Colin P. Kelley, Shahrzad Mohtadi, Mark A. Cane, Richard Seager, Yochanan Kushnir

Abstract

Before the Syrian uprising that began in 2011, the greater Fertile Crescent experienced the most severe drought in the instrumental record. For Syria, a country marked by poor governance and unsustainable agricultural and environmental policies, the drought had a catalytic effect, contributing to political unrest. We show that the recent decrease in Syrian precipitation is a combination of natural variability and a long-term drying trend, and the unusual severity of the observed drought is here shown to be highly unlikely without this trend. Precipitation changes in Syria are linked to rising mean sea-level pressure in the Eastern Mediterranean, which also shows a long-term trend. There has been also a long-term warming trend in the Eastern Mediterranean, adding to the drawdown of soil moisture. No natural cause is apparent for these trends, whereas the observed drying and warming are consistent with model studies of the response to increases in greenhouse gases. Furthermore, model studies show an increasingly drier and hotter future mean climate for the Eastern Mediterranean. Analyses of observations and model simulations indicate that a drought of the severity and duration of the recent Syrian drought, which is implicated in the current conflict, has become more than twice as likely as a consequence of human interference in the climate system.

X Demographics

X Demographics

The data shown below were collected from the profiles of 1,648 X users who shared this research output. Click here to find out more about how the information was compiled.
Mendeley readers

Mendeley readers

The data shown below were compiled from readership statistics for 1,606 Mendeley readers of this research output. Click here to see the associated Mendeley record.

Geographical breakdown

Country Count As %
United States 15 <1%
United Kingdom 7 <1%
Germany 6 <1%
Canada 4 <1%
Colombia 3 <1%
Netherlands 3 <1%
Portugal 2 <1%
Norway 1 <1%
Australia 1 <1%
Other 11 <1%
Unknown 1553 97%

Demographic breakdown

Readers by professional status Count As %
Student > Ph.
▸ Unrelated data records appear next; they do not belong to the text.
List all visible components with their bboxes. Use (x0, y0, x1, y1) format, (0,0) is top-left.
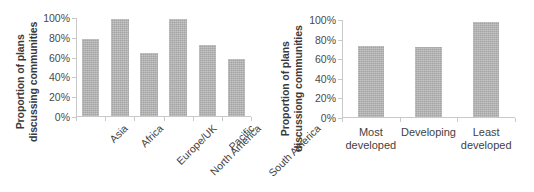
y-tick-label-right-100: 100% (309, 14, 336, 26)
y-tick-left-40 (72, 77, 76, 78)
x-tick-left-3 (164, 117, 165, 121)
plot-area-right: 0%20%40%60%80%100% (342, 20, 515, 118)
y-axis-title-left-line2: discussing communities (27, 22, 40, 142)
y-tick-label-left-20: 20% (49, 91, 70, 103)
bar (111, 19, 129, 116)
y-tick-label-left-0: 0% (55, 111, 70, 123)
two-panel-bar-chart-figure: Proportion of plans discussing communiti… (0, 0, 534, 192)
y-axis-title-left: Proportion of plans discussing communiti… (14, 22, 40, 142)
y-tick-label-left-80: 80% (49, 32, 70, 44)
chart-panel-right: Proportion of plans discussiong communit… (267, 0, 534, 192)
bar (228, 59, 246, 116)
y-tick-label-left-100: 100% (43, 12, 70, 24)
y-tick-label-left-40: 40% (49, 71, 70, 83)
x-axis-label: Most developed (342, 126, 400, 152)
y-tick-label-right-80: 80% (315, 34, 336, 46)
y-axis-title-right-line1: Proportion of plans (279, 25, 292, 152)
y-axis-title-left-line1: Proportion of plans (14, 22, 27, 142)
y-tick-left-100 (72, 18, 76, 19)
bar (169, 19, 187, 116)
y-tick-right-60 (338, 59, 342, 60)
y-tick-label-right-0: 0% (321, 112, 336, 124)
x-axis-label: Asia (107, 122, 130, 145)
y-tick-right-20 (338, 98, 342, 99)
plot-area-left: 0%20%40%60%80%100% (76, 18, 251, 117)
y-axis-line-right (342, 20, 343, 118)
bar (140, 53, 158, 116)
x-tick-right-0 (342, 118, 343, 122)
x-tick-left-0 (76, 117, 77, 121)
y-tick-left-60 (72, 58, 76, 59)
x-axis-label: Least developed (457, 126, 515, 152)
bar (358, 46, 385, 117)
bar (415, 47, 442, 117)
bar (82, 39, 100, 116)
x-axis-line-right (342, 117, 515, 118)
y-axis-title-right-line2: discussiong communities (292, 25, 305, 152)
y-tick-label-right-60: 60% (315, 53, 336, 65)
y-tick-label-right-20: 20% (315, 92, 336, 104)
y-tick-right-100 (338, 20, 342, 21)
x-tick-left-2 (134, 117, 135, 121)
y-tick-left-80 (72, 38, 76, 39)
y-tick-left-20 (72, 97, 76, 98)
y-tick-right-40 (338, 79, 342, 80)
y-axis-line-left (76, 18, 77, 117)
x-axis-label: Developing (400, 126, 458, 139)
x-tick-left-end (251, 117, 252, 121)
x-tick-left-1 (105, 117, 106, 121)
x-tick-right-end (515, 118, 516, 122)
x-axis-label: Africa (138, 122, 165, 149)
chart-panel-left: Proportion of plans discussing communiti… (0, 0, 267, 192)
x-tick-right-1 (400, 118, 401, 122)
x-tick-right-2 (457, 118, 458, 122)
y-tick-right-80 (338, 40, 342, 41)
y-tick-label-left-60: 60% (49, 52, 70, 64)
y-axis-title-right: Proportion of plans discussiong communit… (279, 25, 305, 152)
x-tick-left-4 (193, 117, 194, 121)
bar (199, 45, 217, 116)
y-tick-label-right-40: 40% (315, 73, 336, 85)
bar (473, 22, 500, 117)
x-tick-left-5 (222, 117, 223, 121)
x-axis-label: Europe/UK (174, 122, 219, 167)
D. Student 289 18%
Student > Master 287 18%
Researcher 234 15%
Student > Bachelor 185 12%
Professor 65 4%
Other 233 15%
Unknown 313 19%
Readers by discipline Count As %
Environmental Science 290 18%
Social Sciences 227 14%
Earth and Planetary Sciences 199 12%
Agricultural and Biological Sciences 142 9%
Engineering 80 5%
Other 288 18%
Unknown 380 24%
Attention Score in Context

Attention Score in Context

This research output has an Altmetric Attention Score of 3785. This is our high-level measure of the quality and quantity of online attention that it has received. This Attention Score, as well as the ranking and number of research outputs shown below, was calculated when the research output was last mentioned on 20 April 2024.
All research outputs
#1,391
of 25,782,229 outputs
Outputs from Proceedings of the National Academy of Sciences of the United States of America
#38
of 103,732 outputs
Outputs of similar age
#6
of 272,013 outputs
Outputs of similar age from Proceedings of the National Academy of Sciences of the United States of America
#1
of 982 outputs
Altmetric has tracked 25,782,229 research outputs across all sources so far. Compared to these this one has done particularly well and is in the 99th percentile: it's in the top 5% of all research outputs ever tracked by Altmetric.
So far Altmetric has tracked 103,732 research outputs from this source. They typically receive a lot more attention than average, with a mean Attention Score of 39.7. This one has done particularly well, scoring higher than 99% of its peers.
Older research outputs will score higher simply because they've had more time to accumulate mentions. To account for age we can compare this Altmetric Attention Score to the 272,013 tracked outputs that were published within six weeks on either side of this one in any source. This one has done particularly well, scoring higher than 99% of its contemporaries.
We're also able to compare this research output to 982 others from the same source and published within six weeks on either side of this one. This one has done particularly well, scoring higher than 99% of its contemporaries.